This is the right way, but holding it in their hands will be the way so many clever rebels do it at first.
This is the right way, but holding it in their hands will be the way so many clever rebels do it at first.
Thanks Microsoft, I’m investing in cell-phone tripods today.
Jerb security.
Oh, no, AI Recall has “special privileges” - just you lusers don’t.
Laughs at all the cell phone camera captures that will start showing up…
Your statement reminds me of entrepreneurship: you’ve got a dream, a vision, a goal to improve people’s lives. What you don’t got is enough money to get your dream into the hands of people it will help. So, you go in search of people with money who honestly don’t give a damn about your dream, they just want to know how it’s going to get them more money, which they already have in abundance but somehow feel the need to continue to grow their hoard. They want to see business plans, with exit strategies. They want to maximize ROI, minimize (monetary) risk, minimize time to market - and those are the criteria your pitch will be evaluated on relative to all the others they receive all the time.
Politicians aren’t selling a business plan, they’re selling a legislative agenda. They don’t have to show ROI, they have to show low-cost electability.
It was cringe when it released - it’s dated cringe now…
That’s the thing about being paranoid about MkUltra - it was actively suppressed and denied while it was happening (according to FOI documents) - and they say that they stopped, but if it (or some similar successor) was active they’d certainly say that it’s not happening now…
At the time there were active rumors around town about influenza propagation studies being secretly conducted on the local population… probably baseless paranoia… probably.
Now, as you say, your (presumably smaller) country has never known such things to happen, but…
The only thing driving solar panel production development to China is cost. Cost of labor, cost of environmental regulations, maybe cost of raw material acquisition… All that investment there for the past 20+ years driven by cost is “paying off” now with their production capacity. We’re getting TMSC plants in Arizona, we’ve already got BMW, Mercedes, Toyota etc. production plants in the US, nothing stopping us from building solar panel factories, except international corporate profit optimization.
Oh, I investigated it too - it seems like it was a real thing, though likely inactive by 2005… but if it were active I certainly didn’t want to become a subject.
Bad results are nothing new.
Currently, we’re preventing the “sunken coastal cities, economic crisis and famine in poor regions” kind of change
Are we really preventing it? Seems like the track toward that change is mostly unabated. Sure, it’s a couple of generations out before it gets serious, but what are the signs that the track has improved?
I’m reading hopeful signs from China that they are actually making positive progress toward sustainability. Not that other big players are keeping up with them, but still how 1 billion people choose to live does make a difference.
It’s just that now it tries to be a bit more stealthy.
With regard to what has been happening the past 100 days in the United States, it’s not even trying to be stealthy one little bit. If anything, it’s dropping massive hints of the objectionable things it’s planning for the near future.
There are still existential threats: https://thebulletin.org/doomsday-clock/
The difference with a population of 8 billion is that we as individuals are less empowered to do anything significant about them than ever.
1925: global financial collapse is just about to happen, many people are enjoying the ride as the wave just started to break, following that war to end all wars that did reach across the Atlantic Ocean…
Yes, it is accelerating. Alvin Toffler wrote Future Shock 45 years ago, already overwhelmed by accelerating change, and it has continued to accelerate since then. But these are not entirely new problems, either.
There have been a couple of big discontinuities in the last 4500 years, and the next big discontinuity has the distinction of being the first in which mankind has the capacity to cause a mass extinction event.
Life will carry on, some humans will likely survive, but in what kind of state? For how long before they reach the technological level of being able to leave the planet again?
My problem with LLMs is that positive feedback loop of low and negative quality information.
Vetting the datasets before feeding them for training is a form of bias / discrimination, but complex society has historically always been somewhat biased - for better and for worse, but never not biased at all.
Not all of us, and that’s the problem with compassion.
It’s a luxury state: analysis; whether self or professionally administered on a chaise lounge at $400 per hour.
Now I know why they’re trying to push corporate users off of Linux, again.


Brief:
Leave out all pictures while repeating the records exactly and completely.

====

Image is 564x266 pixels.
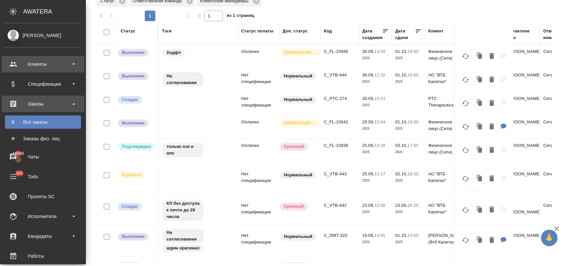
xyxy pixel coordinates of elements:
[505,28,537,41] div: Контактное лицо
[324,171,356,177] p: C_VTB-443
[428,95,460,108] p: PTC Therapeutics
[474,73,486,87] button: Клонировать
[122,49,144,56] p: Выполнен
[284,172,312,178] p: Нормальный
[117,232,155,241] div: Выставляет ПМ после сдачи и проведения начислений. Последний этап для ПМа
[279,142,317,151] div: Выставляется автоматически, если на указанный объем услуг необходимо больше времени в стандартном...
[497,120,510,134] button: Для КМ: мед заключение к оригиналу, справка к нот копии, заверить двуязом
[541,229,558,246] button: 🙏
[408,72,418,77] p: 15:00
[279,72,317,81] div: Статус по умолчанию для стандартных заказов
[408,203,418,208] p: 16:20
[12,170,27,176] span: 305
[284,233,312,240] p: Нормальный
[428,72,460,85] p: АО "ВТБ Капитал"
[474,50,486,63] button: Клонировать
[362,233,374,238] p: 19.09,
[167,73,200,86] p: На согласовании
[362,209,389,215] p: 2025
[5,79,81,89] div: Спецификации
[238,45,279,68] td: Оплачен
[121,28,136,34] div: Статус
[324,95,356,102] p: C_PTC-274
[458,171,474,186] button: Обновить
[395,49,408,54] p: 01.10,
[5,231,81,241] div: Кандидаты
[5,211,81,221] div: Исполнители
[284,203,304,210] p: Срочный
[279,48,317,57] div: Выставляется автоматически для первых 3 заказов нового контактного лица. Особое внимание
[5,32,81,39] div: [PERSON_NAME]
[117,48,155,57] div: Выставляет ПМ после сдачи и проведения начислений. Последний этап для ПМа
[167,200,200,220] p: КЛ без доступа к почте до 29 числа
[284,120,317,126] p: [DEMOGRAPHIC_DATA]
[395,78,422,85] p: 2025
[117,72,155,81] div: Выставляет ПМ после сдачи и проведения начислений. Последний этап для ПМа
[5,132,81,145] a: ФЗаказы физ. лиц
[324,119,356,125] p: C_FL-15942
[2,188,84,205] a: Проекты SC
[374,119,385,124] p: 15:54
[502,199,540,222] td: Бык [PERSON_NAME]
[167,143,200,156] p: только нзк и апо
[474,143,486,157] button: Клонировать
[284,96,312,103] p: Нормальный
[374,171,385,176] p: 13:17
[167,49,181,56] p: 2ндфл
[362,28,382,41] div: Дата создания
[374,96,385,101] p: 10:23
[486,73,497,87] button: Удалить
[117,142,155,151] div: Выставляет КМ после уточнения всех необходимых деталей и получения согласия клиента на запуск. С ...
[122,172,141,178] p: В работе
[9,150,28,157] span: 18590
[362,177,389,184] p: 2025
[474,233,486,247] button: Клонировать
[486,120,497,134] button: Удалить
[241,28,274,34] div: Статус оплаты
[408,171,418,176] p: 18:00
[2,248,84,264] a: Работы
[486,143,497,157] button: Удалить
[428,202,460,215] p: АО "ВТБ Капитал"
[167,229,200,242] p: На согласовании
[5,251,81,261] div: Работы
[374,72,385,77] p: 12:32
[502,45,540,68] td: [PERSON_NAME]
[5,99,81,109] div: Заказы
[238,139,279,162] td: Оплачен
[5,172,81,181] div: Todo
[238,229,279,252] td: Нет спецификации
[474,97,486,110] button: Клонировать
[395,203,408,208] p: 23.09,
[362,96,374,101] p: 30.09,
[362,49,374,54] p: 30.09,
[167,245,200,251] p: ждем оригинал
[458,119,474,135] button: Обновить
[122,233,144,240] p: Выполнен
[238,199,279,222] td: Нет спецификации
[2,168,84,185] a: 305Todo
[486,172,497,185] button: Удалить
[458,48,474,64] button: Обновить
[238,167,279,190] td: Нет спецификации
[122,143,151,150] p: Подтвержден
[395,171,408,176] p: 02.10,
[5,115,81,129] a: ВВсе заказы
[2,148,84,165] a: 18590Чаты
[279,95,317,104] div: Статус по умолчанию для стандартных заказов
[362,125,389,132] p: 2025
[395,125,422,132] p: 2025
[395,149,422,155] p: 2025
[122,73,144,79] p: Выполнен
[279,119,317,128] div: Выставляется автоматически для первых 3 заказов нового контактного лица. Особое внимание
[362,102,389,108] p: 2025
[428,232,460,245] p: [PERSON_NAME] (Втб Капитал)
[279,171,317,179] div: Статус по умолчанию для стандартных заказов
[486,203,497,216] button: Удалить
[395,28,415,41] div: Дата сдачи
[395,233,408,238] p: 01.10,
[8,135,78,142] div: Заказы физ. лиц
[284,49,317,56] p: [DEMOGRAPHIC_DATA]
[238,92,279,115] td: Нет спецификации
[8,119,78,125] div: Все заказы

====

Response to this exercise:
Image is 564x266 pixels.
xyxy pixel coordinates of elements:
[505,28,537,41] div: Контактное лицо
[324,171,356,177] p: C_VTB-443
[428,95,460,108] p: PTC Therapeutics
[474,73,486,87] button: Клонировать
[122,49,144,56] p: Выполнен
[284,172,312,178] p: Нормальный
[117,232,155,241] div: Выставляет ПМ после сдачи и проведения начислений. Последний этап для ПМа
[279,142,317,151] div: Выставляется автоматически, если на указанный объем услуг необходимо больше времени в стандартном...
[497,120,510,134] button: Для КМ: мед заключение к оригиналу, справка к нот копии, заверить двуязом
[541,229,558,246] button: 🙏
[408,72,418,77] p: 15:00
[279,72,317,81] div: Статус по умолчанию для стандартных заказов
[408,203,418,208] p: 16:20
[12,170,27,176] span: 305
[284,233,312,240] p: Нормальный
[428,72,460,85] p: АО "ВТБ Капитал"
[474,50,486,63] button: Клонировать
[362,233,374,238] p: 19.09,
[167,73,200,86] p: На согласовании
[362,209,389,215] p: 2025
[5,79,81,89] div: Спецификации
[238,45,279,68] td: Оплачен
[121,28,136,34] div: Статус
[324,95,356,102] p: C_PTC-274
[458,171,474,186] button: Обновить
[395,49,408,54] p: 01.10,
[5,231,81,241] div: Кандидаты
[5,211,81,221] div: Исполнители
[284,203,304,210] p: Срочный
[279,48,317,57] div: Выставляется автоматически для первых 3 заказов нового контактного лица. Особое внимание
[5,32,81,39] div: [PERSON_NAME]
[117,48,155,57] div: Выставляет ПМ после сдачи и проведения начислений. Последний этап для ПМа
[167,200,200,220] p: КЛ без доступа к почте до 29 числа
[284,120,317,126] p: [DEMOGRAPHIC_DATA]
[395,78,422,85] p: 2025
[117,72,155,81] div: Выставляет ПМ после сдачи и проведения начислений. Последний этап для ПМа
[5,132,81,145] a: ФЗаказы физ. лиц
[324,119,356,125] p: C_FL-15942
[2,188,84,205] a: Проекты SC
[374,119,385,124] p: 15:54
[502,199,540,222] td: Бык [PERSON_NAME]
[167,143,200,156] p: только нзк и апо
[474,143,486,157] button: Клонировать
[284,96,312,103] p: Нормальный
[374,171,385,176] p: 13:17
[167,49,181,56] p: 2ндфл
[362,28,382,41] div: Дата создания
[374,96,385,101] p: 10:23
[486,73,497,87] button: Удалить
[117,142,155,151] div: Выставляет КМ после уточнения всех необходимых деталей и получения согласия клиента на запуск. С ...
[122,172,141,178] p: В работе
[9,150,28,157] span: 18590
[362,177,389,184] p: 2025
[474,233,486,247] button: Клонировать
[486,120,497,134] button: Удалить
[241,28,274,34] div: Статус оплаты
[408,171,418,176] p: 18:00
[2,248,84,264] a: Работы
[486,143,497,157] button: Удалить
[428,202,460,215] p: АО "ВТБ Капитал"
[167,229,200,242] p: На согласовании
[5,251,81,261] div: Работы
[374,72,385,77] p: 12:32
[502,45,540,68] td: [PERSON_NAME]
[5,99,81,109] div: Заказы
[238,139,279,162] td: Оплачен
[5,172,81,181] div: Todo
[238,229,279,252] td: Нет спецификации
[474,97,486,110] button: Клонировать
[395,203,408,208] p: 23.09,
[362,96,374,101] p: 30.09,
[362,49,374,54] p: 30.09,
[167,245,200,251] p: ждем оригинал
[458,119,474,135] button: Обновить
[122,233,144,240] p: Выполнен
[238,199,279,222] td: Нет спецификации
[2,168,84,185] a: 305Todo
[486,172,497,185] button: Удалить
[458,48,474,64] button: Обновить
[238,167,279,190] td: Нет спецификации
[122,143,151,150] p: Подтвержден
[395,171,408,176] p: 02.10,
[5,115,81,129] a: ВВсе заказы
[2,148,84,165] a: 18590Чаты
[279,95,317,104] div: Статус по умолчанию для стандартных заказов
[362,125,389,132] p: 2025
[395,125,422,132] p: 2025
[395,149,422,155] p: 2025
[122,73,144,79] p: Выполнен
[279,119,317,128] div: Выставляется автоматически для первых 3 заказов нового контактного лица. Особое внимание
[362,102,389,108] p: 2025
[428,232,460,245] p: [PERSON_NAME] (Втб Капитал)
[279,171,317,179] div: Статус по умолчанию для стандартных заказов
[486,203,497,216] button: Удалить
[395,28,415,41] div: Дата сдачи
[395,233,408,238] p: 01.10,
[8,135,78,142] div: Заказы физ. лиц
[284,49,317,56] p: [DEMOGRAPHIC_DATA]
[238,92,279,115] td: Нет спецификации
[8,119,78,125] div: Все заказы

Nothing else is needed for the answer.